Wednesday, July 06, 2011

Supply Chain Under Fire

Supply Chain Under Fire

By Ed Weston

 

While the competitiveness of windpower in the US continues to improve, its gains are being achieved at a painful cost to some US manufacturers—market share.  That’s the feedback from companies that are struggling with plunging price points for components and the growing trend toward imported alternatives.

 

Working around the clock, six days a week in 2007, Kocsis Brothers of Alsip, Illinois, was encouraged to add new capacity by its major wind turbine customers.  A full-service machine shop, the company responded with nearly $6 million in new equipment, including one machine capable of handling the largest parts with state-of-the-art CNCAccording to General Manager Wayne Batkiewicz, “We made this investment based on firm orders, but before the new unit was installed, customers started cancelling orders and taking them to Asia.”  Volume at the shop has fallen from a high of 16 hubs/week in 2008 to a total of two in 2011.

 

“Wind turbine component suppliers are feeling tremendous pricing pressure from wind turbine OEMs to reduce costs so they can compete in the global marketplace,” explains Bill Andreski, VP - Wind for Horsburgh & Scott, an Ohio supplier of gears that has also made significant investments in the most modern production machinery.  “The gear component supply chain is not immune to this situation,” he says.  “Offshore suppliers are being used to deliver components into the North American market, making it more difficult for us to supply parts.”

 

Abrasive Blasting and Coating Services, a South Carolina-based provider of coating services, recently opened a second plant in Elkhart, Indiana to handle the expected growth in wind turbine business.  Volumes have fallen off this year, and President Jim Odom reports that ABC is doing fewer original equipment pieces.  “It seems that some customers would rather pay for coating repairs on imported parts than have it done right the first time.”

 

What’s behind this shift?  Start with steep price erosion for wind turbines caused by global oversupply and continue with the impact of rock bottom US natural gas prices on new power purchasing agreements for developers.   What follows is a need to compensate with lower costs on the component end.  That’s especially frustrating for supply chain managers for wind turbine OEMs with domestic content goals who’ve worked hard to develop a strong local supply chain—and realize that their partners are under fire like never before. 

 

“We’re doing everything we can to collaborate with our suppliers to improve their competitiveness,” states David Buley of Northern Power, a growing US wind turbine OEM with production facilities in Vermont, California, and Michigan.  “By adopting best practices that will reduce their actual costs of manufacture, our suppliers become more globally competitive on a full landed cost basis, and that helps us become more cost efficient.”

 

And that’s the reason, according to GLWN Director Ed Weston, that Buley--along with supply chain managers from six other wind turbine OEMs and leaders from across the industry---will be speaking out at a national conference in Cleveland on July 13-14.  “Making It Here: Building Our Next Generation Supply Chain is for supply chain companies that have invested in wind are now looking for answers on key issues that are choking their growth and threatening their future,” he added. 

 

The conference, sponsored by GLWN, will feature town-hall style forums on six key issues threatening supply chain growth, says Weston. Session topics include Achieving Global Competitiveness, Leveling the International Playing Field, Lowering Costs through New Design, Managing Foreign Specifications, Joining in Wind Farm Construction, and Installing Offshore Wind in North America

 

Participating as a panelist will be AWEA’s Rob Gramlich, who acknowledges the importance of growing US wind turbine manufacturing and supply chains.  “The enemy of job growth continues to be on-again, off-again tax credits,” he explained, “so we need to work on options and strategies for more predictable energy policy as well as manufacturing-specific policies.”

 

“Purchasing decisions are now being driven by price more than ever before, “says Sam DiRenzo of bearing manufacturer SKF USA.   “For our US operations, cost-effective engineered solutions are one answer, and adopting ways to improve the efficiency of our customerssupply chain is another.  We’re attending Making It Here to see what else we can do to support the growth of domestic manufacturing.”

 

More information is available at www.MakingItHere.org.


• **EXERCISE DETAILS**
Repeat exactly the lines below from the line that contains "Image is 340x449 pixels." to the last line, inclusive, without the pictures.

App and web page records
Content starts

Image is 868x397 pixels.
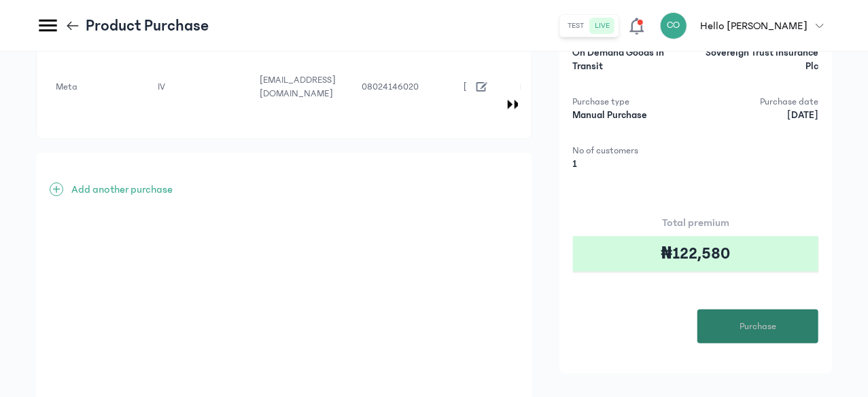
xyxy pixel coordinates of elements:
span: 08024146020 [362,82,419,92]
span: Purchase [739,320,777,334]
p: 1 [573,157,692,171]
button: Purchase [697,310,819,343]
span: [STREET_ADDRESS] [463,82,543,92]
p: Manual Purchase [573,109,692,122]
p: On Demand Goods In Transit [573,46,692,73]
button: COHello [PERSON_NAME] [660,12,832,40]
div: ₦122,580 [573,236,819,272]
button: test [563,17,590,34]
p: Purchase date [700,95,819,109]
span: + [49,183,63,196]
button: live [590,17,616,34]
p: Add another purchase [72,181,172,198]
p: Total premium [573,215,819,231]
p: [DATE] [700,109,819,122]
button: +Add another purchase [49,181,172,198]
p: Product Purchase [86,15,209,37]
p: No of customers [573,144,692,157]
span: IV [157,82,165,92]
span: Meta [56,82,77,92]
p: Purchase type [573,95,692,109]
p: Sovereign Trust Insurance Plc [700,46,819,73]
span: [EMAIL_ADDRESS][DOMAIN_NAME] [260,75,335,99]
p: Hello [PERSON_NAME] [701,17,808,34]
div: CO [660,12,687,40]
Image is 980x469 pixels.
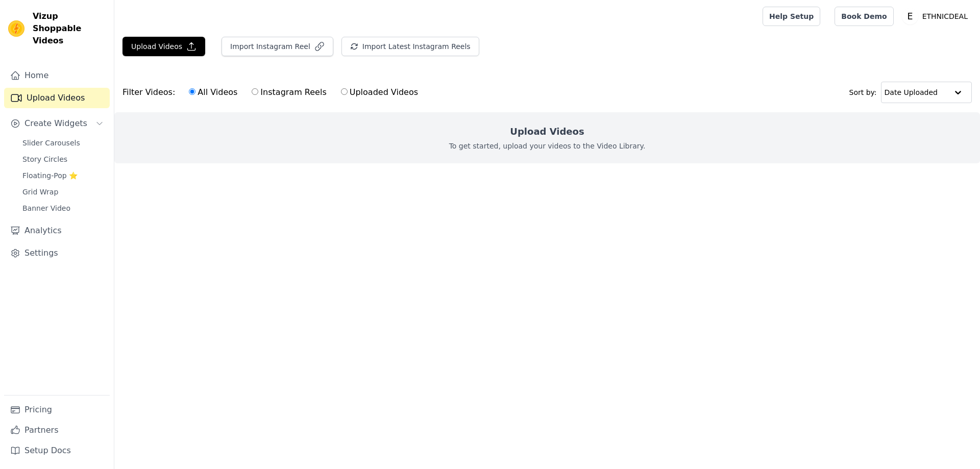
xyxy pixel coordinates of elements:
span: Floating-Pop ⭐ [22,170,77,181]
h2: Upload Videos [510,124,584,139]
p: ETHNICDEAL [918,7,972,26]
div: Filter Videos: [123,80,424,104]
a: Grid Wrap [17,184,110,199]
a: Partners [4,420,110,440]
span: Grid Wrap [22,187,58,197]
a: Slider Carousels [17,135,110,150]
button: Import Latest Instagram Reels [341,37,479,56]
div: Sort by: [849,82,973,103]
button: Upload Videos [123,37,206,56]
label: Instagram Reels [251,86,326,99]
button: Create Widgets [4,113,110,134]
a: Book Demo [834,6,893,26]
input: Uploaded Videos [341,88,348,95]
button: Import Instagram Reel [221,37,334,56]
img: Vizup [8,20,25,37]
span: Banner Video [22,203,70,213]
a: Home [4,65,110,86]
span: Vizup Shoppable Videos [32,10,106,47]
input: Instagram Reels [252,88,258,95]
label: All Videos [188,86,238,99]
p: To get started, upload your videos to the Video Library. [449,141,645,151]
span: Story Circles [22,154,67,164]
span: Create Widgets [25,117,88,130]
a: Help Setup [762,6,821,26]
a: Floating-Pop ⭐ [17,169,110,182]
a: Pricing [4,399,110,420]
input: All Videos [189,88,195,95]
a: Upload Videos [4,88,110,108]
a: Analytics [4,220,110,240]
a: Setup Docs [4,440,110,461]
a: Story Circles [17,152,110,166]
label: Uploaded Videos [340,86,419,99]
button: E ETHNICDEAL [902,7,972,26]
a: Settings [4,243,110,264]
span: Slider Carousels [22,137,80,148]
text: E [907,11,913,21]
a: Banner Video [17,201,110,216]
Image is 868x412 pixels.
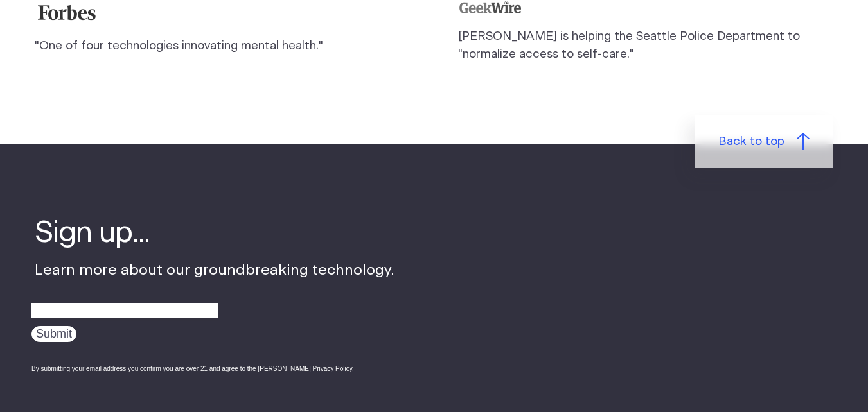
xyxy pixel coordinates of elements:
p: [PERSON_NAME] is helping the Seattle Police Department to "normalize access to self-care." [458,28,833,64]
div: By submitting your email address you confirm you are over 21 and agree to the [PERSON_NAME] Priva... [32,364,394,374]
input: Submit [32,327,76,342]
a: Back to top [694,115,833,169]
div: Learn more about our groundbreaking technology. [34,214,394,386]
p: "One of four technologies innovating mental health." [34,37,410,55]
h4: Sign up... [34,214,394,254]
span: Back to top [718,133,785,151]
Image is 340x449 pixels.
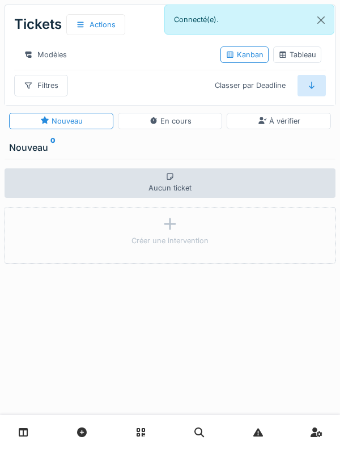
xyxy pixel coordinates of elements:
[9,140,331,154] div: Nouveau
[225,49,263,60] div: Kanban
[205,75,295,96] div: Classer par Deadline
[14,75,68,96] div: Filtres
[131,235,208,246] div: Créer une intervention
[308,5,334,35] button: Close
[149,116,191,126] div: En cours
[278,49,316,60] div: Tableau
[258,116,300,126] div: À vérifier
[14,44,76,65] div: Modèles
[5,168,335,198] div: Aucun ticket
[40,116,83,126] div: Nouveau
[14,10,125,40] div: Tickets
[66,14,125,35] div: Actions
[164,5,334,35] div: Connecté(e).
[50,140,55,154] sup: 0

Content ends

• **EXERCISE RESULT**
Image is 340x449 pixels.
xyxy pixel coordinates of elements:
[9,140,331,154] div: Nouveau
[225,49,263,60] div: Kanban
[205,75,295,96] div: Classer par Deadline
[14,75,68,96] div: Filtres
[131,235,208,246] div: Créer une intervention
[308,5,334,35] button: Close
[149,116,191,126] div: En cours
[278,49,316,60] div: Tableau
[258,116,300,126] div: À vérifier
[14,44,76,65] div: Modèles
[5,168,335,198] div: Aucun ticket
[40,116,83,126] div: Nouveau
[14,10,125,40] div: Tickets
[66,14,125,35] div: Actions
[164,5,334,35] div: Connecté(e).
[50,140,55,154] sup: 0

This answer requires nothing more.